One of the great joys in life—and thereby also one of the great tragedies of the COVID-19 lockdown which prohibits such an activity—is strolling slowly through the stacks of a bookshop, scanning titles, rummaging through piles of worn books and trying to judge whether the wares are worthy of a purchase through whatever magical means one has devised to evaluate a book based mostly on its cover. The documentary film The Booksellers is mostly about this sacred activity of perusal and purchasing, and it mainly succeeds at translating the love for the bookshop into the cinematic medium.
The Booksellers details the local bookstore scene in New York, with an emphasis on those dealers specializing in rare books. The film offers a compelling, if scattershot and incomplete, history of the rise of the book trade in 20th-century Manhattan and surveys many of the challenges that this niche industry faces today. It introduces the viewer to several of the more prominent book merchants in the city and reveals something of their process for running their businesses, particularly the rather arcane methods they employ to acquire their stock.
Throughout the documentary, the topical focus wavers, as sometimes the film seems centered on the rare book as a physical object while at other times it shifts instead to the business of buying and selling books. It is strongest in the former situation, looking at the material culture of books, and weakest in the latter, examining the highs and lows of dealing in book peddling. This latter topic becomes especially problematic once the book dealers begin to whinge about the impact of the internet on their business. As seems to so often be the case with New Yorkers, they cannot grapple with the reality that most of the world does not live in New York City; they fail to understand that online sales or streaming (in the case of cinema) democratize access to cultural artifacts, allowing people in places such as Kentucky, Idaho or even Azerbaijan to enjoy the same books and films that used to be the exclusive privilege of New Yorkers. Fortunately, this segment of The Booksellers is quite short. Additionally, director D. W. Young does an admirable job of presenting contrasting viewpoints among the booksellers by allowing dissenting narration between them. Not all of the booksellers find the internet wholly deplorable (hilariously, those not condemning online sales are both non-native New Yorkers). Overall, Young keeps the film on track via a consistent tone, which could be described as reverential, and shifting from one book merchant to another often enough that the flip-flopping focus between books and the business of dealing them does not matter as much.
Ultimately, The Booksellers triumphs at appealing to book-loving viewers. Young fills the film with a diverse cast of book merchants—there are women, people of color and young folks, even though this is an industry dominated, or so the viewer is told, by old white men—and a sweeping perspective on what constitutes book culture, ranging from Gutenberg Bibles to ‘90s hip-hop magazines. This should reel in the skeptics. In addition, The Booksellers is performing the same role as rebroadcasts of historical sporting contests in these times of quarantine: since no one can visit their local bookshop at the moment, allow the alchemy of the moving image to provide a stand-in, as The Booksellers takes viewers to about a dozen different bookstores throughout its runtime. This film is as close to a cherished pastime as we are going to get for quite a while.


▶ **TRY IT**: Restate all of the records below exactly. Do not carry over any image.

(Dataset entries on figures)

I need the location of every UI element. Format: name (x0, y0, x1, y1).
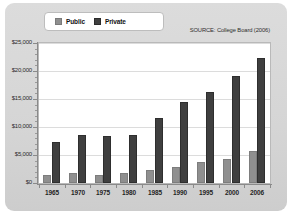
y-axis-label: $0 (26, 179, 32, 185)
y-axis-minor-tick (35, 88, 37, 89)
y-axis-tick (33, 71, 37, 72)
y-axis-tick (33, 127, 37, 128)
y-axis-minor-tick (35, 82, 37, 83)
x-axis-tick (65, 184, 66, 188)
public-swatch-icon (55, 18, 62, 25)
bar-private-2006 (257, 58, 265, 183)
y-axis-tick (33, 99, 37, 100)
legend-label-public: Public (66, 18, 85, 25)
y-axis-minor-tick (35, 161, 37, 162)
y-axis-minor-tick (35, 172, 37, 173)
y-axis-minor-tick (35, 138, 37, 139)
bar-private-1995 (206, 92, 214, 183)
x-axis-label-2000: 2000 (218, 189, 246, 196)
x-axis-tick (167, 184, 168, 188)
legend-item-public: Public (55, 18, 85, 25)
bar-public-1985 (146, 170, 154, 183)
y-axis-tick (33, 183, 37, 184)
y-axis-minor-tick (35, 166, 37, 167)
x-axis-tick (142, 184, 143, 188)
x-axis-line (37, 184, 272, 185)
x-axis-label-1970: 1970 (64, 189, 92, 196)
y-axis-line (37, 42, 38, 185)
y-axis-minor-tick (35, 121, 37, 122)
bar-private-2000 (232, 76, 240, 183)
x-axis-label-2006: 2006 (243, 189, 271, 196)
bar-public-2000 (223, 159, 231, 183)
y-axis-label: $5,000 (15, 151, 32, 157)
private-swatch-icon (94, 18, 101, 25)
y-axis-label: $20,000 (12, 67, 32, 73)
x-axis-label-1975: 1975 (89, 189, 117, 196)
legend-item-private: Private (94, 18, 126, 25)
bar-private-1975 (103, 136, 111, 183)
y-axis-minor-tick (35, 144, 37, 145)
x-axis-tick (270, 184, 271, 188)
bar-public-1995 (197, 162, 205, 183)
source-note: SOURCE: College Board (2006) (190, 27, 270, 33)
bar-private-1990 (180, 102, 188, 183)
y-axis-minor-tick (35, 177, 37, 178)
bar-private-1985 (155, 118, 163, 183)
gridline (39, 43, 270, 44)
y-axis-tick (33, 155, 37, 156)
gridline (39, 71, 270, 72)
bar-public-1970 (69, 173, 77, 183)
x-axis-label-1990: 1990 (166, 189, 194, 196)
bar-private-1965 (52, 142, 60, 183)
x-axis-tick (193, 184, 194, 188)
chart-legend: Public Private (44, 12, 164, 31)
x-axis-label-1980: 1980 (115, 189, 143, 196)
chart-figure: Public Private SOURCE: College Board (20… (0, 0, 294, 217)
y-axis-minor-tick (35, 49, 37, 50)
y-axis-minor-tick (35, 116, 37, 117)
x-axis-tick (116, 184, 117, 188)
bar-public-1975 (95, 175, 103, 183)
bar-public-1980 (120, 173, 128, 183)
y-axis-minor-tick (35, 110, 37, 111)
y-axis-minor-tick (35, 60, 37, 61)
y-axis-minor-tick (35, 133, 37, 134)
y-axis-minor-tick (35, 93, 37, 94)
bar-private-1980 (129, 135, 137, 183)
x-axis-tick (219, 184, 220, 188)
bar-private-1970 (78, 135, 86, 183)
plot-area (39, 43, 270, 183)
y-axis-label: $15,000 (12, 95, 32, 101)
bar-public-2006 (249, 151, 257, 183)
y-axis-minor-tick (35, 54, 37, 55)
y-axis-label: $10,000 (12, 123, 32, 129)
bar-public-1965 (43, 175, 51, 183)
y-axis-minor-tick (35, 149, 37, 150)
y-axis-label: $25,000 (12, 39, 32, 45)
x-axis-tick (244, 184, 245, 188)
x-axis-label-1995: 1995 (192, 189, 220, 196)
x-axis-label-1965: 1965 (38, 189, 66, 196)
y-axis-minor-tick (35, 65, 37, 66)
y-axis-minor-tick (35, 77, 37, 78)
y-axis-labels: $0$5,000$10,000$15,000$20,000$25,000 (0, 0, 32, 217)
x-axis-tick (90, 184, 91, 188)
x-axis-tick (39, 184, 40, 188)
bar-public-1990 (172, 167, 180, 183)
y-axis-minor-tick (35, 105, 37, 106)
legend-label-private: Private (105, 18, 126, 25)
y-axis-tick (33, 43, 37, 44)
x-axis-label-1985: 1985 (141, 189, 169, 196)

▶ **EXERCISE OUTPUT**:
I need the location of every UI element. Format: name (x0, y0, x1, y1).
y-axis-label: $0 (26, 179, 32, 185)
y-axis-minor-tick (35, 88, 37, 89)
y-axis-tick (33, 71, 37, 72)
y-axis-tick (33, 127, 37, 128)
y-axis-minor-tick (35, 82, 37, 83)
x-axis-tick (65, 184, 66, 188)
public-swatch-icon (55, 18, 62, 25)
bar-private-2006 (257, 58, 265, 183)
y-axis-tick (33, 99, 37, 100)
legend-label-public: Public (66, 18, 85, 25)
y-axis-minor-tick (35, 161, 37, 162)
y-axis-minor-tick (35, 172, 37, 173)
y-axis-minor-tick (35, 138, 37, 139)
bar-private-1995 (206, 92, 214, 183)
x-axis-label-2000: 2000 (218, 189, 246, 196)
x-axis-tick (167, 184, 168, 188)
legend-item-public: Public (55, 18, 85, 25)
bar-public-1985 (146, 170, 154, 183)
y-axis-tick (33, 183, 37, 184)
y-axis-minor-tick (35, 166, 37, 167)
x-axis-tick (142, 184, 143, 188)
x-axis-line (37, 184, 272, 185)
x-axis-label-1970: 1970 (64, 189, 92, 196)
y-axis-line (37, 42, 38, 185)
y-axis-minor-tick (35, 121, 37, 122)
bar-private-2000 (232, 76, 240, 183)
x-axis-label-2006: 2006 (243, 189, 271, 196)
bar-public-2000 (223, 159, 231, 183)
y-axis-label: $5,000 (15, 151, 32, 157)
private-swatch-icon (94, 18, 101, 25)
y-axis-label: $20,000 (12, 67, 32, 73)
x-axis-label-1975: 1975 (89, 189, 117, 196)
legend-item-private: Private (94, 18, 126, 25)
bar-private-1975 (103, 136, 111, 183)
y-axis-minor-tick (35, 144, 37, 145)
x-axis-tick (270, 184, 271, 188)
bar-public-1995 (197, 162, 205, 183)
source-note: SOURCE: College Board (2006) (190, 27, 270, 33)
bar-private-1990 (180, 102, 188, 183)
y-axis-minor-tick (35, 177, 37, 178)
bar-private-1985 (155, 118, 163, 183)
gridline (39, 43, 270, 44)
y-axis-tick (33, 155, 37, 156)
gridline (39, 71, 270, 72)
bar-public-1970 (69, 173, 77, 183)
x-axis-label-1990: 1990 (166, 189, 194, 196)
bar-private-1965 (52, 142, 60, 183)
x-axis-tick (193, 184, 194, 188)
chart-legend: Public Private (44, 12, 164, 31)
x-axis-label-1980: 1980 (115, 189, 143, 196)
chart-figure: Public Private SOURCE: College Board (20… (0, 0, 294, 217)
y-axis-minor-tick (35, 49, 37, 50)
y-axis-minor-tick (35, 116, 37, 117)
x-axis-tick (116, 184, 117, 188)
bar-public-1975 (95, 175, 103, 183)
bar-public-1980 (120, 173, 128, 183)
y-axis-minor-tick (35, 110, 37, 111)
y-axis-minor-tick (35, 60, 37, 61)
y-axis-minor-tick (35, 133, 37, 134)
y-axis-minor-tick (35, 93, 37, 94)
bar-private-1980 (129, 135, 137, 183)
x-axis-tick (219, 184, 220, 188)
bar-private-1970 (78, 135, 86, 183)
plot-area (39, 43, 270, 183)
y-axis-label: $15,000 (12, 95, 32, 101)
bar-public-2006 (249, 151, 257, 183)
y-axis-minor-tick (35, 54, 37, 55)
y-axis-label: $10,000 (12, 123, 32, 129)
bar-public-1965 (43, 175, 51, 183)
y-axis-minor-tick (35, 149, 37, 150)
y-axis-label: $25,000 (12, 39, 32, 45)
x-axis-tick (244, 184, 245, 188)
x-axis-label-1995: 1995 (192, 189, 220, 196)
x-axis-label-1965: 1965 (38, 189, 66, 196)
y-axis-minor-tick (35, 65, 37, 66)
y-axis-minor-tick (35, 77, 37, 78)
y-axis-labels: $0$5,000$10,000$15,000$20,000$25,000 (0, 0, 32, 217)
x-axis-tick (90, 184, 91, 188)
x-axis-tick (39, 184, 40, 188)
bar-public-1990 (172, 167, 180, 183)
y-axis-minor-tick (35, 105, 37, 106)
legend-label-private: Private (105, 18, 126, 25)
y-axis-tick (33, 43, 37, 44)
x-axis-label-1985: 1985 (141, 189, 169, 196)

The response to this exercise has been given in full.